And the text points out some specific nuances for each individual SSRI.

For fluoxetine or Prozac.

The key thing there is its massive half -life.

It has an active metabolite that stays in your system for days, even weeks.

Which could be good if you forget a pill.

It's good for adherence, but it's bad if the drug is causing a side effect or if you need to switch medications quickly.

You have to wait a very long time for it to wash out of your system.

And what about Sitalopram?

That one has a specific cardiac warning.

The FDA has restricted the maximum dose because it can prolong the QT interval on an EKG.

Which can lead to that fatal rhythm, torsade de pointes.

Exactly.

It's a risk.

So the dose has to be managed carefully.

Then we have a class that's sort of a hybrid.

The SNRIs.

Serotonin and norepinephrine reuptake inhibitors.

Diloxetine and venlafaxine are the big ones here.

Think of these as a cleaner, modern version of the old TCAs.

They boost both serotonin and norepinephrine.

But without blocking all those dirty receptors.

Correct.

You get the dual action benefit without the TCA pollution.

But the key clinical takeaway for SNRIs, the thing that really sets them apart, is their use in chronic pain.

Why would an antidepressant stop pain?

It turns out that norepinephrine pathways descending from the brain down the spinal cord actually modulate and inhibit pain signals coming up from the body.
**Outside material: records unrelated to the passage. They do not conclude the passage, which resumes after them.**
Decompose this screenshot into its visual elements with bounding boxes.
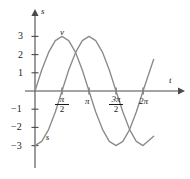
- y-axis-arrowhead: [31, 9, 38, 16]
- x-axis-label: t: [169, 76, 172, 85]
- x-tick-denominator: 2: [109, 104, 123, 114]
- y-tick-label: 3: [18, 31, 23, 41]
- x-tick-label: 3π2: [109, 95, 123, 114]
- y-tick-label: −3: [11, 141, 22, 151]
- x-tick-denominator: 2: [55, 104, 69, 114]
- x-axis-arrowhead: [178, 87, 185, 94]
- curve-label-s: s: [46, 133, 50, 142]
- chart-plot-area: [0, 0, 190, 179]
- x-tick-label: π: [85, 96, 90, 106]
- y-tick-label: 2: [18, 50, 23, 60]
- x-tick-label: π2: [55, 95, 69, 114]
- curve-label-v: v: [60, 28, 64, 37]
- x-tick-label: 2π: [139, 96, 148, 106]
- y-tick-label: 1: [18, 68, 23, 78]
- x-tick-numerator: π: [55, 95, 69, 104]
- y-tick-label: −1: [11, 104, 22, 114]
- axes-group: [25, 9, 185, 168]
- x-tick-numerator: 3π: [109, 95, 123, 104]
- y-tick-label: −2: [11, 122, 22, 132]
- chart-figure: s t v s 321−1−2−3 π2π3π22π: [0, 0, 190, 179]
- y-axis-label: s: [41, 7, 45, 16]
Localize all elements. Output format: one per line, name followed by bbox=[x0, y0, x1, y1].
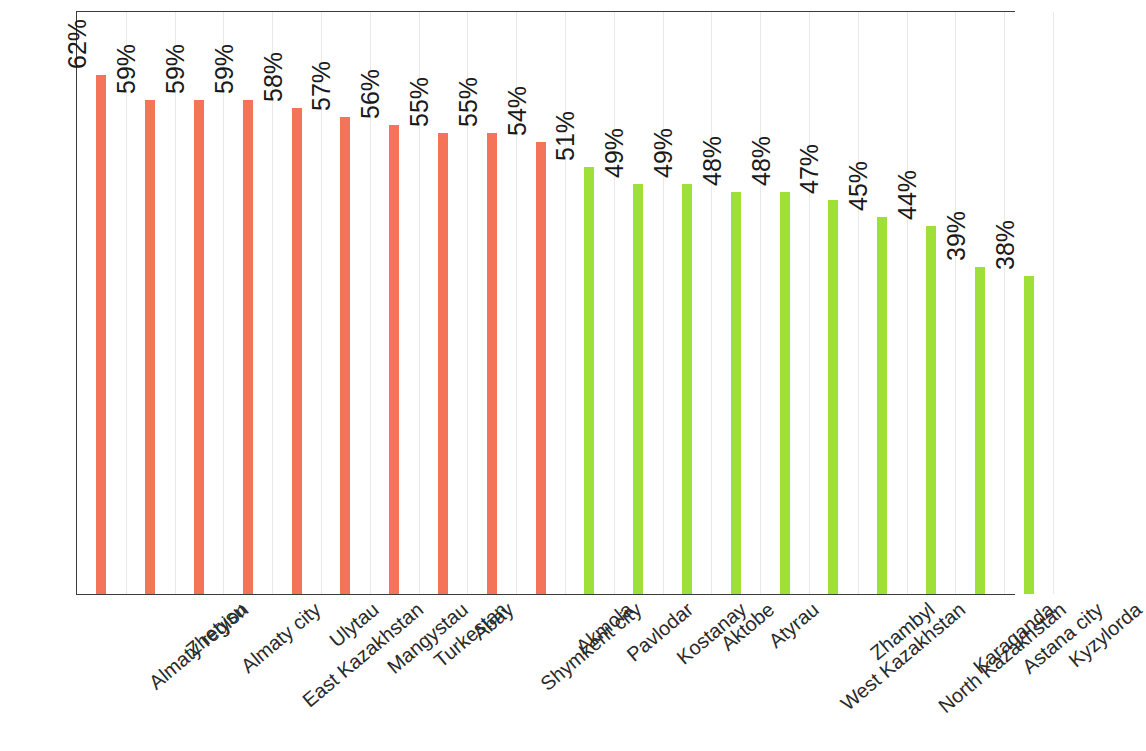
bar[interactable] bbox=[487, 133, 497, 594]
bar-group: 51% bbox=[565, 12, 614, 594]
bar-group: 47% bbox=[809, 12, 858, 594]
bar[interactable] bbox=[194, 100, 204, 594]
gridline bbox=[1053, 12, 1054, 594]
bar-value-label: 59% bbox=[112, 44, 141, 94]
bars-layer: 62%59%59%59%58%57%56%55%55%54%51%49%49%4… bbox=[77, 12, 1015, 594]
bar-value-label: 47% bbox=[795, 144, 824, 194]
bar-group: 62% bbox=[77, 12, 126, 594]
bar[interactable] bbox=[975, 267, 985, 594]
bar-value-label: 44% bbox=[893, 169, 922, 219]
bar[interactable] bbox=[96, 75, 106, 594]
bar-value-label: 62% bbox=[63, 19, 92, 69]
bar-group: 48% bbox=[711, 12, 760, 594]
bar-value-label: 58% bbox=[259, 52, 288, 102]
bar-group: 59% bbox=[126, 12, 175, 594]
bar-group: 38% bbox=[1004, 12, 1053, 594]
bar[interactable] bbox=[828, 200, 838, 594]
bar[interactable] bbox=[877, 217, 887, 594]
bar-value-label: 59% bbox=[210, 44, 239, 94]
bar-value-label: 48% bbox=[747, 136, 776, 186]
bar[interactable] bbox=[243, 100, 253, 594]
bar-value-label: 48% bbox=[698, 136, 727, 186]
bar-group: 59% bbox=[175, 12, 224, 594]
bar-group: 54% bbox=[516, 12, 565, 594]
bar-value-label: 49% bbox=[600, 128, 629, 178]
bar-value-label: 55% bbox=[454, 77, 483, 127]
bar-group: 49% bbox=[663, 12, 712, 594]
category-label: Almaty city bbox=[237, 598, 326, 678]
bar-group: 49% bbox=[614, 12, 663, 594]
bar[interactable] bbox=[340, 117, 350, 594]
bar[interactable] bbox=[682, 184, 692, 594]
bar[interactable] bbox=[584, 167, 594, 594]
bar[interactable] bbox=[1024, 276, 1034, 594]
bar-value-label: 39% bbox=[942, 211, 971, 261]
bar-group: 44% bbox=[907, 12, 956, 594]
bar-value-label: 56% bbox=[356, 69, 385, 119]
bar[interactable] bbox=[145, 100, 155, 594]
bar-group: 48% bbox=[760, 12, 809, 594]
bar[interactable] bbox=[926, 226, 936, 595]
bar[interactable] bbox=[389, 125, 399, 594]
bar-value-label: 45% bbox=[844, 161, 873, 211]
bar[interactable] bbox=[536, 142, 546, 594]
bar-value-label: 55% bbox=[405, 77, 434, 127]
bar-value-label: 51% bbox=[551, 111, 580, 161]
bar-value-label: 38% bbox=[991, 220, 1020, 270]
bar[interactable] bbox=[438, 133, 448, 594]
category-label: Atyrau bbox=[764, 598, 823, 653]
x-axis-category-labels: Almaty regionZhetysuAlmaty cityEast Kaza… bbox=[76, 598, 1015, 751]
bar[interactable] bbox=[292, 108, 302, 594]
bar-group: 45% bbox=[858, 12, 907, 594]
category-label: Zhetysu bbox=[182, 598, 251, 661]
bar-value-label: 49% bbox=[649, 128, 678, 178]
bar-group: 39% bbox=[955, 12, 1004, 594]
bar-value-label: 59% bbox=[161, 44, 190, 94]
bar[interactable] bbox=[731, 192, 741, 594]
bar[interactable] bbox=[780, 192, 790, 594]
bar[interactable] bbox=[633, 184, 643, 594]
bar-value-label: 54% bbox=[503, 86, 532, 136]
bar-value-label: 57% bbox=[307, 61, 336, 111]
plot-area: 62%59%59%59%58%57%56%55%55%54%51%49%49%4… bbox=[76, 11, 1015, 595]
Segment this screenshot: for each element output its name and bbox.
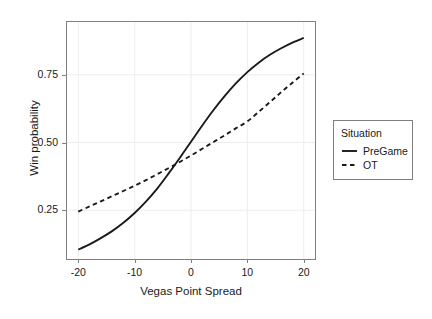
legend-label: OT	[363, 159, 378, 171]
x-tick-label: 10	[222, 266, 272, 278]
x-tick-mark	[78, 259, 79, 263]
y-axis-title: Win probability	[28, 63, 40, 213]
legend-key-solid-line-icon	[341, 145, 358, 157]
y-tick-mark	[62, 143, 66, 144]
x-tick-label: 20	[279, 266, 329, 278]
x-tick-label: -20	[53, 266, 103, 278]
y-tick-mark	[62, 210, 66, 211]
legend-entry-pregame[interactable]: PreGame	[341, 144, 405, 158]
legend: Situation PreGameOT	[333, 120, 413, 180]
legend-key-dashed-line-icon	[341, 159, 358, 171]
x-tick-mark	[247, 259, 248, 263]
legend-entry-ot[interactable]: OT	[341, 158, 405, 172]
x-tick-mark	[304, 259, 305, 263]
plot-panel	[66, 21, 316, 260]
x-tick-mark	[135, 259, 136, 263]
x-axis-title: Vegas Point Spread	[66, 285, 316, 297]
x-tick-mark	[191, 259, 192, 263]
x-tick-label: -10	[110, 266, 160, 278]
y-tick-mark	[62, 75, 66, 76]
legend-title: Situation	[341, 127, 405, 139]
legend-label: PreGame	[363, 145, 408, 157]
x-tick-label: 0	[166, 266, 216, 278]
chart-figure: 0.250.500.75 -20-1001020 Vegas Point Spr…	[0, 0, 432, 319]
legend-entries: PreGameOT	[341, 144, 405, 172]
plot-area	[67, 22, 315, 259]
So by boosting norepinephrine, you're strengthening the body's own pain blocking system.

You got it.

That's why a drug like diloxetine, brand name Cymbalta, is a first line treatment for things like fibromyalgia and diabetic neuropathy.

It treats the depression and the pain at the same time.
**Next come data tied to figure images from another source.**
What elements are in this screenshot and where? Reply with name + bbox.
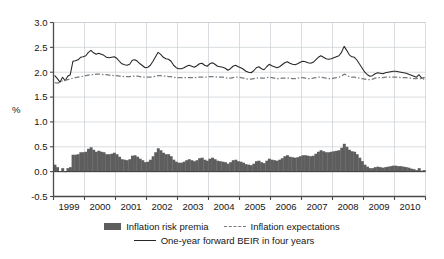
bar-inflation-risk-premia xyxy=(317,152,320,172)
bar-inflation-risk-premia xyxy=(128,159,131,171)
bar-inflation-risk-premia xyxy=(361,161,364,171)
x-tick-label: 2004 xyxy=(213,201,234,212)
y-tick-label: -0.5 xyxy=(31,191,47,202)
bar-inflation-risk-premia xyxy=(371,168,374,171)
bar-inflation-risk-premia xyxy=(211,158,214,172)
bar-inflation-risk-premia xyxy=(126,160,129,171)
bar-inflation-risk-premia xyxy=(214,159,217,171)
bar-inflation-risk-premia xyxy=(407,168,410,172)
bar-inflation-risk-premia xyxy=(141,160,144,171)
y-tick-label: 0.0 xyxy=(34,166,47,177)
bar-inflation-risk-premia xyxy=(309,156,312,171)
bar-inflation-risk-premia xyxy=(72,155,75,172)
bar-inflation-risk-premia xyxy=(229,162,232,171)
bar-inflation-risk-premia xyxy=(343,144,346,172)
bar-inflation-risk-premia xyxy=(335,151,338,172)
bar-inflation-risk-premia xyxy=(170,156,173,171)
y-tick-label: 2.5 xyxy=(34,42,47,53)
bar-inflation-risk-premia xyxy=(92,150,95,172)
bar-inflation-risk-premia xyxy=(110,154,113,172)
x-tick-label: 2010 xyxy=(399,201,420,212)
bar-inflation-risk-premia xyxy=(258,161,261,172)
bar-inflation-risk-premia xyxy=(255,161,258,171)
bar-inflation-risk-premia xyxy=(108,154,111,171)
x-tick-label: 2005 xyxy=(244,201,265,212)
bar-inflation-risk-premia xyxy=(387,167,390,172)
bar-inflation-risk-premia xyxy=(250,165,253,171)
bar-inflation-risk-premia xyxy=(87,149,90,172)
x-tick-label: 2000 xyxy=(89,201,110,212)
bar-inflation-risk-premia xyxy=(374,167,377,171)
bar-inflation-risk-premia xyxy=(325,152,328,171)
bar-inflation-risk-premia xyxy=(299,156,302,171)
bar-inflation-risk-premia xyxy=(382,168,385,172)
bar-inflation-risk-premia xyxy=(144,162,147,171)
bar-inflation-risk-premia xyxy=(351,151,354,171)
bar-inflation-risk-premia xyxy=(79,152,82,171)
bar-inflation-risk-premia xyxy=(364,165,367,172)
bar-inflation-risk-premia xyxy=(165,154,168,171)
y-tick-label: 1.0 xyxy=(34,116,47,127)
bar-inflation-risk-premia xyxy=(379,167,382,171)
y-tick-label: 3.0 xyxy=(34,17,47,28)
bar-inflation-risk-premia xyxy=(358,158,361,172)
bar-inflation-risk-premia xyxy=(271,160,274,172)
bar-inflation-risk-premia xyxy=(273,160,276,171)
bar-inflation-risk-premia xyxy=(167,154,170,171)
bar-inflation-risk-premia xyxy=(227,164,230,172)
bar-inflation-risk-premia xyxy=(245,164,248,171)
bar-inflation-risk-premia xyxy=(304,155,307,171)
bar-inflation-risk-premia xyxy=(389,166,392,171)
bar-inflation-risk-premia xyxy=(198,158,201,171)
legend-label-one-year-forward-beir: One-year forward BEIR in four years xyxy=(161,235,315,246)
bar-inflation-risk-premia xyxy=(136,157,139,172)
bar-inflation-risk-premia xyxy=(237,161,240,171)
legend-swatch-dashdot-line-icon xyxy=(224,226,246,227)
bar-inflation-risk-premia xyxy=(348,150,351,172)
bar-inflation-risk-premia xyxy=(376,167,379,172)
bar-inflation-risk-premia xyxy=(384,167,387,171)
bar-inflation-risk-premia xyxy=(340,148,343,172)
bar-inflation-risk-premia xyxy=(320,150,323,171)
legend-row-1: Inflation risk premia Inflation expectat… xyxy=(0,219,444,233)
bar-inflation-risk-premia xyxy=(118,157,121,172)
bar-inflation-risk-premia xyxy=(333,151,336,171)
bar-inflation-risk-premia xyxy=(392,166,395,172)
bar-inflation-risk-premia xyxy=(103,152,106,171)
bar-inflation-risk-premia xyxy=(113,153,116,172)
bar-inflation-risk-premia xyxy=(276,161,279,172)
bar-inflation-risk-premia xyxy=(224,162,227,171)
bar-inflation-risk-premia xyxy=(395,166,398,172)
x-tick-label: 2006 xyxy=(275,201,296,212)
bar-inflation-risk-premia xyxy=(134,155,137,171)
legend-label-inflation-expectations: Inflation expectations xyxy=(251,221,340,232)
bar-inflation-risk-premia xyxy=(402,167,405,172)
bar-inflation-risk-premia xyxy=(90,147,93,171)
bar-inflation-risk-premia xyxy=(314,154,317,172)
bar-inflation-risk-premia xyxy=(203,160,206,172)
legend-row-2: One-year forward BEIR in four years xyxy=(0,233,444,247)
bar-inflation-risk-premia xyxy=(185,160,188,171)
y-tick-label: 2.0 xyxy=(34,67,47,78)
bar-inflation-risk-premia xyxy=(252,164,255,172)
bar-inflation-risk-premia xyxy=(190,160,193,171)
bar-inflation-risk-premia xyxy=(159,150,162,171)
bar-inflation-risk-premia xyxy=(139,159,142,172)
bar-inflation-risk-premia xyxy=(123,160,126,172)
bar-inflation-risk-premia xyxy=(100,152,103,172)
bar-inflation-risk-premia xyxy=(188,159,191,171)
bar-inflation-risk-premia xyxy=(178,163,181,172)
bar-inflation-risk-premia xyxy=(247,165,250,172)
bar-inflation-risk-premia xyxy=(281,158,284,171)
bar-inflation-risk-premia xyxy=(296,157,299,171)
bar-inflation-risk-premia xyxy=(400,166,403,171)
bar-inflation-risk-premia xyxy=(216,161,219,172)
bar-inflation-risk-premia xyxy=(116,154,119,171)
bar-inflation-risk-premia xyxy=(162,153,165,172)
y-tick-label: 1.5 xyxy=(34,91,47,102)
y-tick-label: 0.5 xyxy=(34,141,47,152)
bar-inflation-risk-premia xyxy=(193,161,196,171)
y-axis-title: % xyxy=(12,104,21,115)
bar-inflation-risk-premia xyxy=(356,154,359,171)
bar-inflation-risk-premia xyxy=(322,151,325,171)
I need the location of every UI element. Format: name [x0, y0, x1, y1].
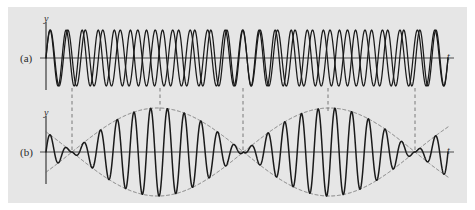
panel-b-y-axis-label: y [44, 108, 48, 118]
connector-lines-group [72, 88, 415, 150]
panel-b-envelope-lower [46, 152, 448, 196]
panel-b-t-axis-label: t [447, 146, 450, 156]
panel-a-y-axis-label: y [44, 14, 48, 24]
beats-figure: (a) (b) y t y t [0, 0, 475, 210]
panel-label-a: (a) [20, 53, 32, 64]
panel-label-b: (b) [20, 147, 33, 158]
panel-a-group [40, 22, 454, 90]
panel-b-envelope-upper [46, 108, 448, 152]
panel-b-group [40, 108, 454, 196]
waveform-canvas [0, 0, 475, 210]
panel-a-t-axis-label: t [447, 52, 450, 62]
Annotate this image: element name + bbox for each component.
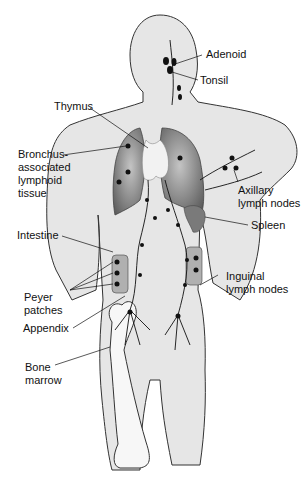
label-bronchus-associated-lymphoid-tissue: Bronchus- associated lymphoid tissue (18, 148, 71, 200)
label-intestine: Intestine (17, 229, 59, 242)
label-appendix: Appendix (23, 322, 69, 335)
label-bone-marrow: Bone marrow (25, 361, 62, 387)
label-spleen: Spleen (251, 219, 285, 232)
label-tonsil: Tonsil (200, 74, 228, 87)
intestine-right (186, 247, 202, 285)
body-outline (47, 15, 297, 470)
label-adenoid: Adenoid (206, 48, 246, 61)
label-axillary-lymph-nodes: Axillary lymph nodes (238, 184, 300, 210)
label-inguinal-lymph-nodes: Inguinal lymph nodes (226, 270, 288, 296)
label-thymus: Thymus (54, 100, 93, 113)
intestine-left (112, 255, 128, 293)
label-peyer-patches: Peyer patches (24, 291, 63, 317)
thymus-gland (142, 140, 168, 180)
Moving to segment 6, the text presents this next class as almost a last resort.

The nuclear option.

The MAOIs.

Monoamine oxidase inhibitors.

These are the last resort for treatment resistant depression for a very good reason.
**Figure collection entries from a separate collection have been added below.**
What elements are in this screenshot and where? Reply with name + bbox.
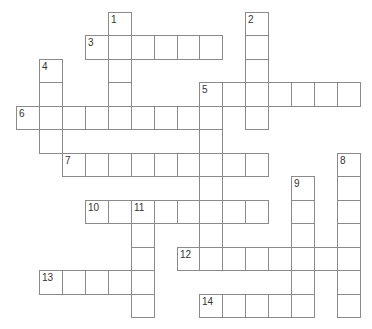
crossword-cell[interactable] xyxy=(108,106,132,130)
crossword-cell[interactable] xyxy=(222,82,246,107)
crossword-cell[interactable] xyxy=(337,200,361,224)
crossword-cell[interactable] xyxy=(222,247,246,271)
crossword-cell[interactable]: 7 xyxy=(62,153,86,177)
crossword-cell[interactable] xyxy=(245,200,269,224)
clue-number: 6 xyxy=(19,108,25,119)
crossword-cell[interactable] xyxy=(108,59,132,83)
crossword-cell[interactable] xyxy=(199,106,223,130)
crossword-cell[interactable] xyxy=(337,82,361,107)
crossword-cell[interactable] xyxy=(108,200,132,224)
crossword-cell[interactable] xyxy=(245,35,269,60)
crossword-cell[interactable] xyxy=(85,106,109,130)
crossword-cell[interactable] xyxy=(337,176,361,201)
crossword-cell[interactable] xyxy=(337,294,361,318)
crossword-cell[interactable]: 8 xyxy=(337,153,361,177)
crossword-cell[interactable] xyxy=(291,270,315,295)
crossword-cell[interactable] xyxy=(245,153,269,177)
crossword-cell[interactable]: 2 xyxy=(245,12,269,36)
crossword-cell[interactable]: 1 xyxy=(108,12,132,36)
crossword-cell[interactable] xyxy=(154,106,178,130)
crossword-cell[interactable] xyxy=(314,247,338,271)
clue-number: 8 xyxy=(340,155,346,166)
crossword-cell[interactable] xyxy=(108,153,132,177)
clue-number: 4 xyxy=(42,61,48,72)
clue-number: 13 xyxy=(42,272,53,283)
clue-number: 3 xyxy=(88,37,94,48)
crossword-cell[interactable] xyxy=(199,176,223,201)
crossword-cell[interactable] xyxy=(39,106,63,130)
crossword-cell[interactable] xyxy=(222,200,246,224)
crossword-cell[interactable] xyxy=(131,106,155,130)
clue-number: 10 xyxy=(88,202,99,213)
crossword-grid: 1234567891011121314 xyxy=(0,0,372,329)
crossword-cell[interactable] xyxy=(85,153,109,177)
crossword-cell[interactable] xyxy=(154,153,178,177)
crossword-cell[interactable]: 10 xyxy=(85,200,109,224)
crossword-cell[interactable] xyxy=(245,294,269,318)
crossword-cell[interactable]: 14 xyxy=(199,294,223,318)
crossword-cell[interactable] xyxy=(199,35,223,60)
crossword-cell[interactable] xyxy=(245,247,269,271)
crossword-cell[interactable] xyxy=(199,223,223,248)
crossword-cell[interactable]: 9 xyxy=(291,176,315,201)
crossword-cell[interactable] xyxy=(131,223,155,248)
crossword-cell[interactable] xyxy=(291,223,315,248)
crossword-cell[interactable] xyxy=(108,82,132,107)
crossword-cell[interactable] xyxy=(62,270,86,295)
crossword-cell[interactable] xyxy=(108,270,132,295)
crossword-cell[interactable] xyxy=(268,247,292,271)
crossword-cell[interactable]: 6 xyxy=(16,106,40,130)
crossword-cell[interactable]: 3 xyxy=(85,35,109,60)
crossword-cell[interactable] xyxy=(177,106,200,130)
crossword-cell[interactable] xyxy=(177,35,200,60)
crossword-cell[interactable] xyxy=(314,82,338,107)
crossword-cell[interactable] xyxy=(222,153,246,177)
crossword-cell[interactable] xyxy=(177,153,200,177)
crossword-cell[interactable] xyxy=(291,294,315,318)
crossword-cell[interactable] xyxy=(199,200,223,224)
crossword-cell[interactable]: 5 xyxy=(199,82,223,107)
crossword-cell[interactable] xyxy=(62,106,86,130)
crossword-cell[interactable] xyxy=(131,153,155,177)
crossword-cell[interactable] xyxy=(177,200,200,224)
crossword-cell[interactable]: 4 xyxy=(39,59,63,83)
clue-number: 9 xyxy=(294,178,300,189)
crossword-cell[interactable] xyxy=(291,200,315,224)
crossword-cell[interactable] xyxy=(154,200,178,224)
clue-number: 12 xyxy=(180,249,191,260)
crossword-cell[interactable] xyxy=(131,270,155,295)
crossword-cell[interactable]: 13 xyxy=(39,270,63,295)
clue-number: 2 xyxy=(248,14,254,25)
clue-number: 11 xyxy=(134,202,144,213)
crossword-cell[interactable] xyxy=(154,35,178,60)
crossword-cell[interactable] xyxy=(337,270,361,295)
crossword-cell[interactable] xyxy=(131,35,155,60)
clue-number: 1 xyxy=(111,14,117,25)
crossword-cell[interactable] xyxy=(199,129,223,154)
crossword-cell[interactable] xyxy=(131,294,155,318)
crossword-cell[interactable] xyxy=(245,82,269,107)
crossword-cell[interactable] xyxy=(222,294,246,318)
crossword-cell[interactable] xyxy=(108,35,132,60)
clue-number: 7 xyxy=(65,155,71,166)
crossword-cell[interactable] xyxy=(85,270,109,295)
crossword-cell[interactable] xyxy=(337,247,361,271)
crossword-cell[interactable] xyxy=(268,294,292,318)
crossword-cell[interactable] xyxy=(245,59,269,83)
crossword-cell[interactable] xyxy=(268,82,292,107)
clue-number: 5 xyxy=(202,84,208,95)
crossword-cell[interactable] xyxy=(291,247,315,271)
clue-number: 14 xyxy=(202,296,213,307)
crossword-cell[interactable]: 12 xyxy=(177,247,200,271)
crossword-cell[interactable] xyxy=(199,247,223,271)
crossword-cell[interactable] xyxy=(39,82,63,107)
crossword-cell[interactable] xyxy=(39,129,63,154)
crossword-cell[interactable] xyxy=(245,106,269,130)
crossword-cell[interactable] xyxy=(131,247,155,271)
crossword-cell[interactable] xyxy=(291,82,315,107)
crossword-cell[interactable] xyxy=(337,223,361,248)
crossword-cell[interactable]: 11 xyxy=(131,200,155,224)
crossword-cell[interactable] xyxy=(199,153,223,177)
Drugs like phenylzine and crenylsipramine.

Your mechanism is totally different, right?

Completely.

Instead of blocking the vacuum cleaner, they destroy the incinerator.

Monoamine oxidase is an enzyme that lives inside our mitochondria, and its job is to chew up and degrade any excess neurotransmitters.

Serotonin, norepinephrine, and dopamine.

And these drugs?

They bind to that MAO enzyme irreversibly and break it.

They kill it.

So the neurotransmitters just pile up and up and up.

Massive increases across the board.

But because MAO is an enzyme that works all over your body, not just in your brain, disabling it causes the famous and very dangerous cheese reaction.

This is a classic board exam question.

Can you explain the dinner party of death?

Absolutely.

So imagine you are on an MAOI.

You go to a party and you have a charcuterie board with aged cheese, cured salami, maybe you drink some red wine.

All of these foods are rich in a substance called tiramine.

Okay.

Normally the MAO enzyme in your gut and liver would destroy that tiramine before it ever got into your bloodstream.

But you've destroyed your MAO.

So the tiramine gets absorbed?

The tiramine gets into your blood, travels to your nerve endings, and acts as a powerful sympathomimetic agent.

It forces all of your stored norepinephrine to be dumped into the synapse all at once.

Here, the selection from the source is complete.